Friday, February 10, 2012

Marquadt-Bigman - A decade after the day peace died

Petra Marquadt-Bigman..
The Warped Mirror..
10 February '12..



When I was reading Ari Shavit’s most recent article in Ha’aretz, I was wondering if he recalled his interview with former Israeli foreign minister Shlomo Ben-Ami some ten years ago. Under the title “The day peace died”, the interview was published in the Ha’aretz weekend edition of Friday, September 14, 2001 – which of course was just three days after 9/11; but the date also was close to the one-year anniversary of the then still ongoing “Al-Aksa intifada.”

While Shlomo Ben-Ami and Ari Shavit talked about the negotiations in Camp David and Taba, one of the instigators of the Al-Aksa intifada, Marwan Barghouti, marked the one-year anniversary of the senseless violence by giving an interview to Al Hayat, where he explained that he had seized “a historic opportunity to ignite the conflict. The strongest conflict is the one that initiated from Jerusalem due to the sensitivity of the city, its uniqueness and its special place in the hearts of the masses who are willing to sacrifice themselves [for her] with not even thinking of the cost.”

In his recent column, Shavit argues “that the old peace is dead” and that “we must quickly replace it with a new, realistic peace.” The political implications of his argument amount to an acknowledgement that the right was right, and that Netanyahu’s (and Lieberman’s) view that the conflict with the Palestinians can only be managed is the only realistic approach for the foreseeable future.

Needless to say, Shavit still tries to provide a “balanced” picture, e.g. when he asserts: “The Israelis’ despair of ever achieving peace was no less a blow to peace than the blow dealt to it by Palestinian intransigence.”


But everything else he writes makes clear that the Israelis had every reason to despair of ever achieving peace; indeed, the first few paragraphs of his column provide a concise summary of the process that much of “Middle Israel” has gone through since the mid-1990s:

First the old peace was lightly wounded. After Israel gave the Palestinians most of Gaza, the first bus blew up at Dizengoff Square.

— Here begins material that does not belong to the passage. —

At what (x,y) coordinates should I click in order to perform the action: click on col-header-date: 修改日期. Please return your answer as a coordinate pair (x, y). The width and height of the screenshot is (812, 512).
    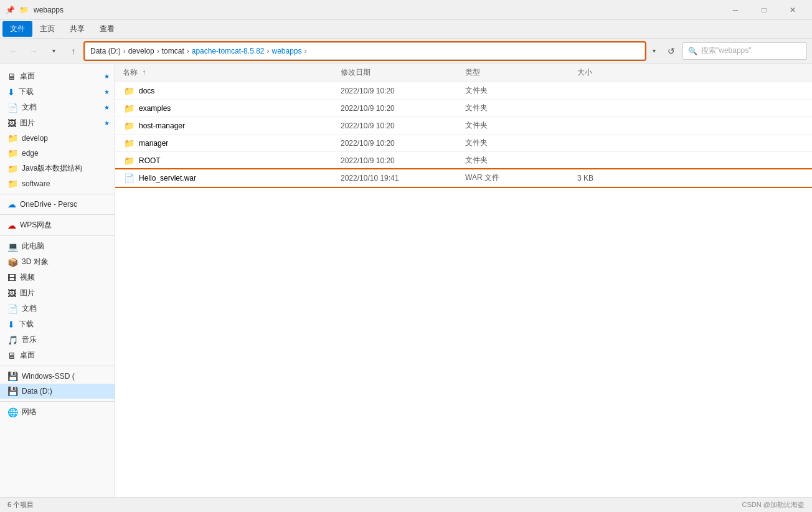
    Looking at the image, I should click on (403, 72).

After Israel gave the Palestinians Nablus and Ramallah, buses started blowing up in downtown Jerusalem and Tel Aviv. And after Israel suggested that the Palestinians set up a sovereign state on most of the occupied territories, they responded with a wave of terror. And as suicide terrorists were running amok in our cities, it started to dawn on people that maybe there was something defective about the promise of a great peace.

Then the old peace suffered moderate wounds. After Israel withdrew from south Lebanon, a Shi’ite missile base was set up there, which threatens the entire country. And after Israel withdrew from the Gaza settlements, the area became an armed Hamastan that continually attacked the south.

Both of these bold, unilateral and justified withdrawals yielded difficult results. When Qassam rockets fell on Sderot and Grads started landing in Ashdod and Fajr missiles hit Haifa, there started to be butterflies in our stomachs regarding what we might expect after the really big withdrawal.

After that, the old peace was seriously hurt. Tzipi Livni sat with Ahmed Qureia (Abu Ala ) for a full year, but Qureia signed nothing. Ehud Olmert offered Jerusalem to Mahmoud Abbas, but Abbas just disappeared. The fact that the moderate Palestinians were turning their backs on the most generous peace offerings Israel had ever made raised gloomy suspicions about their intentions. Were they really willing to divide the country into two national states that would live side by side with one another?

Finally, the old peace was critically injured. After withstanding an endless number of blows, even reasonable, moderate Israelis lost their faith in reconciliation. Even though they were still prepared to hand over the territories and divide Jerusalem, they sensed that there was no one to hand over the territories to, or with whom to divide Jerusalem.